Lille stood to the side, silent, watching. He held his poker face firm, but inside he was reeling. He thought he’d been familiar with every crucial aspect of the Alliance’s military, but now he suddenly understood the reason for Barron’s desperate attack on Palatia.
The Alliance was so dedicated to the defense of its homeworld, so sure no enemy could ever invade it again…they’d developed a communications system like no other. Their comm nexus was powerful enough to broadcast to anything in their system, strong enough to burn through any jamming attempt. And, perhaps worse, the AI that operated it had override codes for all Alliance ships. Even the communications officer of a vessel couldn’t stop the receipt of the transmissions…couldn’t even turn down the volume.
It was a disaster, and even as he still pondered the implications, he knew it. Everything could fall apart here. He’d done his best to connect as many officers as possible to Calavius, to tie their wealth and influence to the Red Imperator’s reign, to implicate them deeply enough that there was no way to go back. But he’d only been able to reach a portion of those adhering to the Red cause. The rest had been influenced by propaganda…a wave of lies that Vennius—curse him—was now countering.
It
was impossible to be sure how many would listen to Vennius’s words. The Gray Imperator had been a hero to his people for decades. It was one thing to turn people against a figure who wasn’t there, one who seemed guilty merely by his absence, and quite another for that brainwashing to hold under the impassioned words of that old hero.

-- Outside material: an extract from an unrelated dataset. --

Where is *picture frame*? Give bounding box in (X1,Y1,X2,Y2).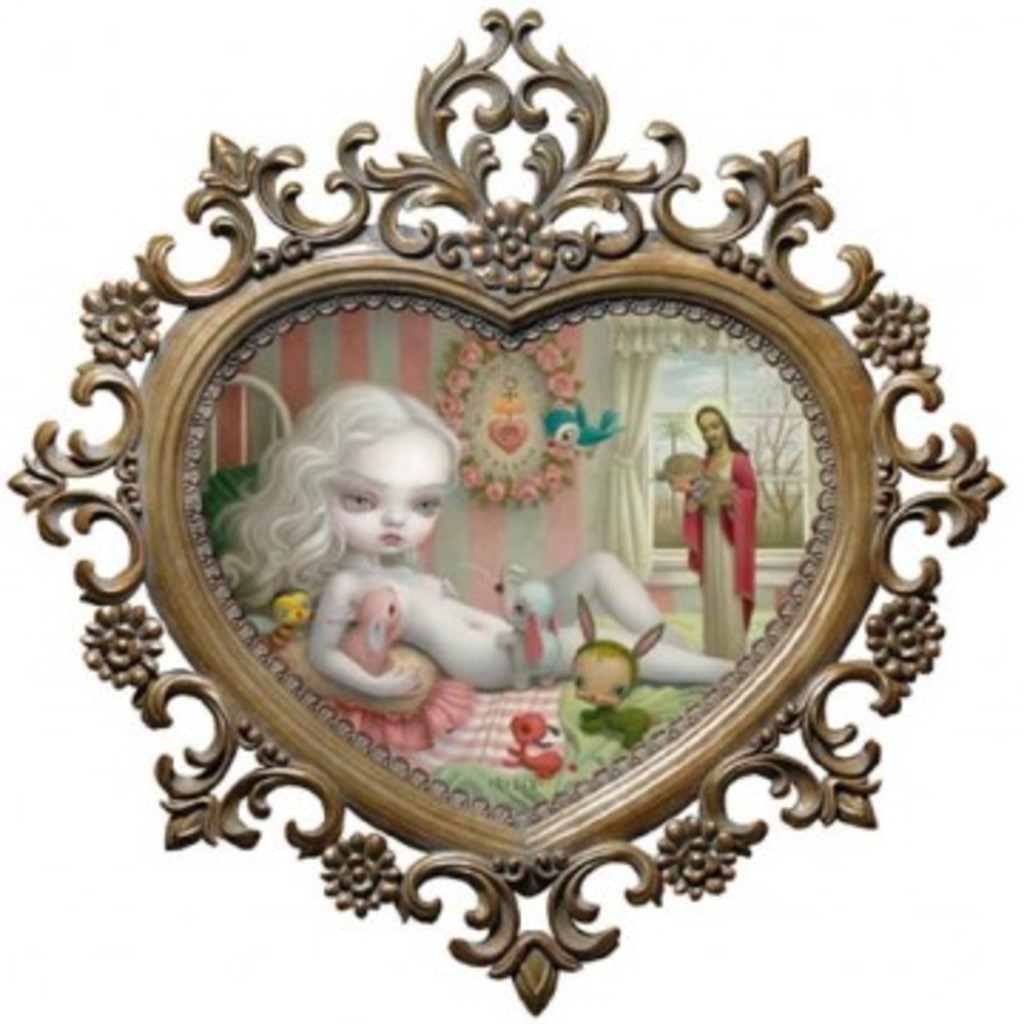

“I know many of you opposed me with honor, believing the lies you were told. I hold no grudges, and I welcome any of you now who wish to switch sides…or even adopt neutrality until you are able to analyze the situation with care. I will pardon any who rally to me now…and I will respect the non-combatant status of any who claim neutrality. I seek no vengeance, save against the traitor, Calavius, and those who still adhere to him, knowing now what he is. His claims are built on lies, and he is but a puppet of the vile Union.”
Lille listened to the words, gritting his teeth and shaking his head. Vennius was good, very good. He wished again that he’d been able to corrupt the old Commander-Maximus, that he could have used Vennius instead of Calavius. But there was nothing to be gained by such thoughts. He had to make a decision, and soon. Could he salvage the situation? Or was it time to slip away, to accept defeat and escape back to the Union.
Fleeing now meant near total disaster. His plan to bring the Alliance into the war on the Union side was not only in ruins, it was likely to backfire terribly. The Confederation had come to Vennius’s aid with forces they couldn’t spare. Lille couldn’t see any way they’d have done that without assurances from the Gray Imperator that the Alliance would reciprocate if he was victorious.
The battle wasn’t over. It was still unclear how many would listen to Vennius’s plea, and how many would stay in the ranks. Certainly, those deeply involved with Calavius, the ones who had taken bribes, who had been complicit in spreading lies and propaganda…they had no choice but to fight alongside their master. No one who knew anything about Vennius could doubt how such warriors would fare at his hands.